11. Charles’s speech is given at Project Canterbury (“Printed by Peter at the sign of the Printing-Press in Cornhil, near the Royal Exchange”), In the document the year is given as 1648, because in the Julian calendar the year did not begin until March. So it is a Julian date in a New Style year.

12. MacCulloch 2004, p. 174.

13. Quoted in Taylor 2007, p. 178.

14. Senato.it has the Italian and the English translation.

15. Blainey 2009, p. 272.

16. Mencken 1916, p. 000.

17. Mencken 1949, p. 622.

18. As, among others, Sheri Berman (2006) has argued, as I’ve noted.

19. Reprinted and translated in Horst 1996, p. 142. The poem was called or “Love-Declaration.”

20. Personal correspondence, 2014.

21. Yeats 1928 (1992), p. 260.

Chapter 43

1. Mueller 2011, pt. 1.

2. Lal 1998; summarized in Lal 2006, pp. 5, 155.

3. Needham, 1954–2008; Pomeranz 2000; and others.

4. Taylor 1989, p. 23; Taylor 2007, p. 179.

5. Parks 2005, p. 180.

6. Danford 2006, p. 319. The quotation from Lord Kames (1774) is Danford’s.

7. Danford 2006, p. 324.

8. Danford 2006, p. 331.

9. Hume, 1741–1742 (1987), “Of Commerce.”

10. Danford 2006, p. 332.

11. Danford 2006, p. 330.

12. See Palmer 2014.

13. Ringmar 2007, p. 31.

14. Ringmar 2007, p. 32.

15. Ringmar 2007, p. 24. Ringmar’s remarkable literacy in an English not his native tongue, by the way, shows in his accurate use of the phrase “begs the question,” which is widely used to mean “suggests the question.”

16. Jones 2010, pp. 102–103.

17. Ringmar 2007, pp. 250, 254, 274, 279, 280, 281–282.

18. Ogilvie 2007, p. 662–663.

19. Ringmar 2007, pp. 72, 178, 286.

20. Ringmar 2007, p. 37.

21. Le Bris 2013.

Chapter 44

1. Keynes 1936, chap. 24, pp. 383–384.

2. Mises 1951, p. 566–567.

3. Almond and Verba 1963, p. 8.

4. I owe the fact to Terence Kealey of the University of Buckingham.

5. Jacob 2014, p. 124.

6. Hirschman 1977, pp. 9, 12.

7. The Chinese figure is from Fairbank et al. 1989, p. 228. The much less definite European reckoning comes from W. Clark 2003, pp. 214–215, and in more detail Simone 2003. The European figures do not include seminaries and merchant academies, which were not small. On the other hand, the examinees in China were older.

8. Daly 2013, p. xii.

9. I want to say plainly, in case it is not already plain, how much my thinking has depended on Goldstone’s, summarized in Goldstone 2009.

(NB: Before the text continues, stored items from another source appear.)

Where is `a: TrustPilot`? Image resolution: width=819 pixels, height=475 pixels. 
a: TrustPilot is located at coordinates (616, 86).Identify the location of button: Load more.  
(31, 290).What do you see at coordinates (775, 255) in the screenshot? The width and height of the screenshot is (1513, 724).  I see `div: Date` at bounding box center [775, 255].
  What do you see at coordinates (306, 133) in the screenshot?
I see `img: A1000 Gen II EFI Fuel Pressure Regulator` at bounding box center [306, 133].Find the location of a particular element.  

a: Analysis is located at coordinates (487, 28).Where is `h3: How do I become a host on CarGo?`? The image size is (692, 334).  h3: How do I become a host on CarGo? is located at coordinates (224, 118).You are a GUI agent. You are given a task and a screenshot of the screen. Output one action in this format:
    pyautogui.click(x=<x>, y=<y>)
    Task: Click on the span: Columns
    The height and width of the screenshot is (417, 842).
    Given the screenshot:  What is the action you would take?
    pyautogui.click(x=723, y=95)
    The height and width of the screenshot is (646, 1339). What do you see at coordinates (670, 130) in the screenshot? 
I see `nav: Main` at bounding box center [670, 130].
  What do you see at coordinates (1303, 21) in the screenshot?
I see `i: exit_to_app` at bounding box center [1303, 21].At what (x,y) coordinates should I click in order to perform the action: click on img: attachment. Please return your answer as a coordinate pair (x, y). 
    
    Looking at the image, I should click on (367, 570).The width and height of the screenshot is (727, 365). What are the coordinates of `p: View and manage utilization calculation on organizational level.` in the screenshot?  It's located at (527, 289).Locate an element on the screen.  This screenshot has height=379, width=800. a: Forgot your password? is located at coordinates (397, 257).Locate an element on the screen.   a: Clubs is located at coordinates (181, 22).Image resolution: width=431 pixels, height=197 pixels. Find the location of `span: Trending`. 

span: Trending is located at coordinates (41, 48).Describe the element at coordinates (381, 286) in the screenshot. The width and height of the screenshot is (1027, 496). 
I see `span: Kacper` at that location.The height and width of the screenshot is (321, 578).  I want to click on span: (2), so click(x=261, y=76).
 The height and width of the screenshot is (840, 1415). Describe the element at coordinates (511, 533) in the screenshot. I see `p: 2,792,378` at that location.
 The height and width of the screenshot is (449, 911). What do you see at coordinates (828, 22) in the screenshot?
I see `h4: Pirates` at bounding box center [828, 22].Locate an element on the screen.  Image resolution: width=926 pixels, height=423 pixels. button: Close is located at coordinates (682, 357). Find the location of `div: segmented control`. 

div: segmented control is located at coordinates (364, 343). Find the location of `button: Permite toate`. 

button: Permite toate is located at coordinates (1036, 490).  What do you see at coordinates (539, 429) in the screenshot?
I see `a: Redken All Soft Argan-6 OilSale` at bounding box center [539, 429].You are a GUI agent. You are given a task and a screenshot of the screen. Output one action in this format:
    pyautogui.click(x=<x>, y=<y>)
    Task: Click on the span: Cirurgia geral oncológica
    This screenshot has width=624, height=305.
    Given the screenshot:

10. Quoted in Porter 2000, p. 3. Jacob (2001, p. 13) quotes it as “a new light.” The “affairs of Europe” that Shaftesbury mentions, though, concerned war (of the Spanish Succession), not the economy. Shaftesbury was an earl, not a merchant.

11. Mandeville 1733, 2, p. 116.

12. Mandeville 1733, 2, p. 110.

13. Mandeville 1733, 2, p. 118.

14. Mandeville 1733, 2, pp. 117, 119.

15. Mandeville 1733, 2, p. 117.

16. Mandeville 1733, 2, p. 111.

17. Mandeville 1733, 2, p. 106.

18. Mandeville 1733, 2, p. 26.

19. Mandeville 1733, 1, p. 24.

20. Mokyr 2002.

21. Porter 2000, p. 22.

22. Porter 2000, p. 15.

23. Fielding 1749 (1915), bk. 3, chap. 3.

24. Diderot 1772 (1796), quoted in Jacob 2001, p. 166; cf. p. 169: “Is there anything so senseless as a precept that forbids us to heed the changing impulses that are inherent in our being?”

25. Quoted in Campbell 1999, p. 99, from vol. 2 of The Papers of Benjamin Franklin (January 1, 1735–December 31, 1744; ed. L. W. Labaree, 1960]). Against my general practice, I have kept some of Franklin’s Capitalization, in order to point to the master Conflict in the eighteenth century between principles of Revelation and principles of Nature.

26. Taylor 1989, p. 11.

27. As Maine said at the end of chapter 5 of Ancient Law (1861 [1905]). My usage here is anachronistic, because Maine was arguing about the transition from patriarchal law, such as Roman law, to English law circa 1861, in which more people than the paterfamilias (though not yet married women) were able to make “free agreements of individuals.”

28. Johnson 1775 (1984), p. 115.

29. Bayly 1989, p. 34.

Chapter 45

1.

2. Gerschenkron 1970; Raskov and Kufenko 2014; personal conversation with Raskov.

3. Or so I infer from reading in Ferguson 2000 and Wormell n.d.

4. Mokyr 2011, abstract.

5. Kian 2013, p. 8.

6. Quoted in Menand 2002, p. 45; the next, more famous, quotation is given on p. 51.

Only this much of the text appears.